My wish is that my drawings, my prints, my curiosities, my books -in a word, those things of art which have been the joy of my life-shall not be consigned to the cold tomb of a museum and subjected to the stupid glance of the careless passer-by; but I require that they shall all be dispersed under the hammer of the auctioneer, so that the pleasure which the each one of them has given me shall be given again, in each case, to some inheritor of my own tastes.

A Google search revealed that these words are from the will of Edmond De Goncourt (1822-96), a French writer, critic, book publisher and the founder of the Academie Goncourt, which annually awards the most prestigious French language literature prize, akin to the Booker prize in the UK. Edmond pursued a lifelong collaboration with his brother Jules, writing novels and art criticism. They never married and virtually never separated until Jules' premature death in June 1870. Edmond also wrote:

"Today I begin to understand what love must be, if it exists. When we are parted, we each feel the lack of the other half of ourselves. We are incomplete like a book in two volumes of which the first has been lost. That is what I imagine love to be: incompleteness in absence."

At first I thought he was right, but it seems to me now he was 'looking through the opposite end of the telescope' and describing grief. Love is joy in discovery, pride in knowing and shared passion, however quietly expressed, as all true collectors will recognise. Edmond got it right in his will, bequeathing to others the pleasure of acquiring his treasures, as David does now.

But there is one piece from the collection not in the sale, an attractive halfpenny issued in 1794 by Chambers, Langston Hall & Co, depicting a girl making lace. As a lace maker, that one's mine.

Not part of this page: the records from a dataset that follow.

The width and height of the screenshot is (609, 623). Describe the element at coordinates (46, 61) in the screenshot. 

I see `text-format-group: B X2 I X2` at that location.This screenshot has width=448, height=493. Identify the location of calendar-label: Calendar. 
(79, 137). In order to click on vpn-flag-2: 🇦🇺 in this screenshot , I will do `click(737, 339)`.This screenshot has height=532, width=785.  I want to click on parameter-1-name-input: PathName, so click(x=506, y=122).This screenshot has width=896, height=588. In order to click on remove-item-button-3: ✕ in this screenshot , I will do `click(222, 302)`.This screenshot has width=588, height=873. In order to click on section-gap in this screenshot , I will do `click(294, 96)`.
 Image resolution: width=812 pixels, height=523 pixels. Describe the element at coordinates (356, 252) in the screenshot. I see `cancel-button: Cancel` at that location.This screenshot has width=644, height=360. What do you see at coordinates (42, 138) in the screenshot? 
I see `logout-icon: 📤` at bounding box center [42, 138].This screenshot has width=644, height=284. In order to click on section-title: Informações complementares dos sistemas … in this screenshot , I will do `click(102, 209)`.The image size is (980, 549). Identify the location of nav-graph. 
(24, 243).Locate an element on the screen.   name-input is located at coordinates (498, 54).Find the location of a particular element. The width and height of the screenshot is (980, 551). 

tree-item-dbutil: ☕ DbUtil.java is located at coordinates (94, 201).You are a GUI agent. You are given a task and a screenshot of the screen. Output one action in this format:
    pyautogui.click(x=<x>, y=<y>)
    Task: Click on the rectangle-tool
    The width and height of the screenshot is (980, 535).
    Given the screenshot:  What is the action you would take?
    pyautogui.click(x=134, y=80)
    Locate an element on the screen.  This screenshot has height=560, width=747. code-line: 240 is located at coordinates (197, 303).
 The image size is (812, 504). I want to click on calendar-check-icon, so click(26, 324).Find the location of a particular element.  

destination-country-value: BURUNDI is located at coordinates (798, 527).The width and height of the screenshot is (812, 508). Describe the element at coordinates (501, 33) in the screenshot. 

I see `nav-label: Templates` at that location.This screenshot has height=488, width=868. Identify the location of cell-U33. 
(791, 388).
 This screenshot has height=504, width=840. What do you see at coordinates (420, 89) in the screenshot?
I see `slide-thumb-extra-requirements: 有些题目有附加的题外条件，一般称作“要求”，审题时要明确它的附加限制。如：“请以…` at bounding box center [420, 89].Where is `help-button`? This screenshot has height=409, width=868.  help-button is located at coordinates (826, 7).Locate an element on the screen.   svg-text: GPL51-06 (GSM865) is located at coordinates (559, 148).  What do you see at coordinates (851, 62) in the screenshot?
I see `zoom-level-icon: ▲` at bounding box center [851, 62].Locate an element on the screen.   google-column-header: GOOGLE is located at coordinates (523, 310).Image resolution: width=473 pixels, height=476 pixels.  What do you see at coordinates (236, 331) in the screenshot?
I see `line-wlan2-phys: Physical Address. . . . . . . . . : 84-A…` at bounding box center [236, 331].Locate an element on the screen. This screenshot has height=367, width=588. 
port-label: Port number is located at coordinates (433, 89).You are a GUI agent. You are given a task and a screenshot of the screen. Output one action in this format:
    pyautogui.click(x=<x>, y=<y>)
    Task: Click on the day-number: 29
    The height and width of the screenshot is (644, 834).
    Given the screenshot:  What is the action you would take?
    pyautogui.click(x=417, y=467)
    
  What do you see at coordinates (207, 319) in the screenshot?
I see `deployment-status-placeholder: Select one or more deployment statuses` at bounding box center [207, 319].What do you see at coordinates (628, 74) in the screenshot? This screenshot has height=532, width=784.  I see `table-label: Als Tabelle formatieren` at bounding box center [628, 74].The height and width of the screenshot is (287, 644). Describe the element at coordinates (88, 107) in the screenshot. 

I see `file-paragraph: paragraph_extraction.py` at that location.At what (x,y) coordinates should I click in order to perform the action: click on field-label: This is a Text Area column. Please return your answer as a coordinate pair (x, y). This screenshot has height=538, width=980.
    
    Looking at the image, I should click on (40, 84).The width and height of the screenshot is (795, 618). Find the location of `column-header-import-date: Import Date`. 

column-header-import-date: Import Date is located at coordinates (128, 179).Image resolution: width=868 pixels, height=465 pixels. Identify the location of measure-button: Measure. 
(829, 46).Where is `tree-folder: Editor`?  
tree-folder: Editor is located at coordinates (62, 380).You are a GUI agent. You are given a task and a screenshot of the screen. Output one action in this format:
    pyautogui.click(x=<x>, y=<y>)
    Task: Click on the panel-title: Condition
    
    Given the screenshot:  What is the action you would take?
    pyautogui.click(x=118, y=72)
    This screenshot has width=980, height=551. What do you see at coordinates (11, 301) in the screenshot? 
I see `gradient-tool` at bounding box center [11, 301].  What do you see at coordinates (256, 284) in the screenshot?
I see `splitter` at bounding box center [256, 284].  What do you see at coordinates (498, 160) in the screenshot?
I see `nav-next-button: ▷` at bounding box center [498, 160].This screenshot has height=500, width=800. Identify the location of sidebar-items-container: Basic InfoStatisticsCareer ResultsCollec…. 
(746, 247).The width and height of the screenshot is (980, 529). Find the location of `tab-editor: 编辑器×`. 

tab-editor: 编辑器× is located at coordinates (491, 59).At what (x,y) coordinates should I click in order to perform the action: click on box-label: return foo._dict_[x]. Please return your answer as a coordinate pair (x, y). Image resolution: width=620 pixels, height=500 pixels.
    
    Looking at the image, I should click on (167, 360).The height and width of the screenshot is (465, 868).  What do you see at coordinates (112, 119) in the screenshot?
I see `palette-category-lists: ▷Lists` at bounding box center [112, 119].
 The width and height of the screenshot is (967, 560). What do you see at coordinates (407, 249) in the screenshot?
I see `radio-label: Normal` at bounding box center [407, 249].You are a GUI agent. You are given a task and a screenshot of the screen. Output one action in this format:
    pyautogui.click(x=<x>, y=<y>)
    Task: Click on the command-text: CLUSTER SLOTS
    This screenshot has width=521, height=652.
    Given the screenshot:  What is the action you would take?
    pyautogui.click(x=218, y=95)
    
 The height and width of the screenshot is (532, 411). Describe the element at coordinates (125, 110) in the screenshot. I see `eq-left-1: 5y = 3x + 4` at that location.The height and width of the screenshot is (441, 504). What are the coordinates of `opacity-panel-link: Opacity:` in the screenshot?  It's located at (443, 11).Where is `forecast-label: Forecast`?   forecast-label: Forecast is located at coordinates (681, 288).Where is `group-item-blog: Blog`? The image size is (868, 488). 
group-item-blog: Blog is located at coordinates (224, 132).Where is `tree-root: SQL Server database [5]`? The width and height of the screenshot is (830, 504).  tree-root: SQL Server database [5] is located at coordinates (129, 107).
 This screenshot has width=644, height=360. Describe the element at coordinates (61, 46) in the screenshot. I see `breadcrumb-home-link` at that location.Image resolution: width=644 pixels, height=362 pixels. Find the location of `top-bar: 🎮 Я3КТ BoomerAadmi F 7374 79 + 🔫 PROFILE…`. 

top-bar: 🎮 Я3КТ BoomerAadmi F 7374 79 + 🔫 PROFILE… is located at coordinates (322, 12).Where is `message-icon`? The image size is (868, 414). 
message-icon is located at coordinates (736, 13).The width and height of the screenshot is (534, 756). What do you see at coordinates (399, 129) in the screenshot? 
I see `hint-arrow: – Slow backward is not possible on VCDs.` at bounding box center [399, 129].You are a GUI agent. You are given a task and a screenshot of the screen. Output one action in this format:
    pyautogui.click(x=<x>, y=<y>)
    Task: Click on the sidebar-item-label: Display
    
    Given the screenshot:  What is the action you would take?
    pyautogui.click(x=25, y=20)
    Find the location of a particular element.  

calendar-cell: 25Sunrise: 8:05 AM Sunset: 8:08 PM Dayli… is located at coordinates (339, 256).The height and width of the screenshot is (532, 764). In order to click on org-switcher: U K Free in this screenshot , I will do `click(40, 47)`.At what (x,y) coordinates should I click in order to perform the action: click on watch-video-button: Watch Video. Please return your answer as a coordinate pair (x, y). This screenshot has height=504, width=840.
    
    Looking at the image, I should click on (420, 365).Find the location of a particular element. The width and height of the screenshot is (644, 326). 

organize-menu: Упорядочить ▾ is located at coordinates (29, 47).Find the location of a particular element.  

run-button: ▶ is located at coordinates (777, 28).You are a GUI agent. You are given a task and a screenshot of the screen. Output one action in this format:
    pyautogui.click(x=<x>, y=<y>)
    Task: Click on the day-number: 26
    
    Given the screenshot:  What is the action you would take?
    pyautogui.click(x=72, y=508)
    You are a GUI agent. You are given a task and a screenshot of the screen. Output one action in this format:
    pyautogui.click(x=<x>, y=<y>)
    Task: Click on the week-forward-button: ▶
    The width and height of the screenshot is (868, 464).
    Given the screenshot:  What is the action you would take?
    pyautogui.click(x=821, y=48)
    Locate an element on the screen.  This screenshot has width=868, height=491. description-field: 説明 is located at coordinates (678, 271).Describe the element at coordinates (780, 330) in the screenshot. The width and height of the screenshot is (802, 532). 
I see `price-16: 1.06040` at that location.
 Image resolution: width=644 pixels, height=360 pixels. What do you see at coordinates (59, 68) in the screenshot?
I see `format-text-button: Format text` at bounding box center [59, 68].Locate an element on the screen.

David Pottinger, born on 31 October 1950, was a stalwart of the Reading Coin Club for well over 30 years. It was where many of his contemporaries in the token collecting world, including the cataloguer, first got to know him; others would have met him at the annual Token Congresses, of which he was a devotee right from the start at Crewe in 1982. A meticulous researcher in those pre-internet days, David spent hours in libraries going through Kelly's and other trade directories, or patiently leafing through parish and other records, just to unearth those gems of information so crucial to finding out more about the issuer of the token, whether it be a Berkshire publican, a Cumbrian mining magnate or a boardwalk photographer from Atlantic City, New Jersey. Yet David never tired of the chase for knowledge about the pieces he owned. A series of notebooks meticulously records his entire collection, offering us a window to his world and enabling provenances to be given to every piece. Many early acquisitions, most notably the Staverton penny (lot 235), were from dealers such as the brother and sister partnership of Malcolm and Marcia Ellis in Godalming, the formidable figure of the pseudonymous Russian 'John Copperman' and the Bedfordshire-based trader Peter Davies. He also bought extensively from the late Fred Schwer, noting with some glee (and not a little surprise) that his £20 purchase of a Coalbrook Dale halfpenny in 1980 netted him a completely unpublished die trial.

David's World tokens were sold in these rooms in March 2008, almost a year after his untimely death on 30 March 2007. His British tokens follow here; his tickets and passes are grouped in the relevant section.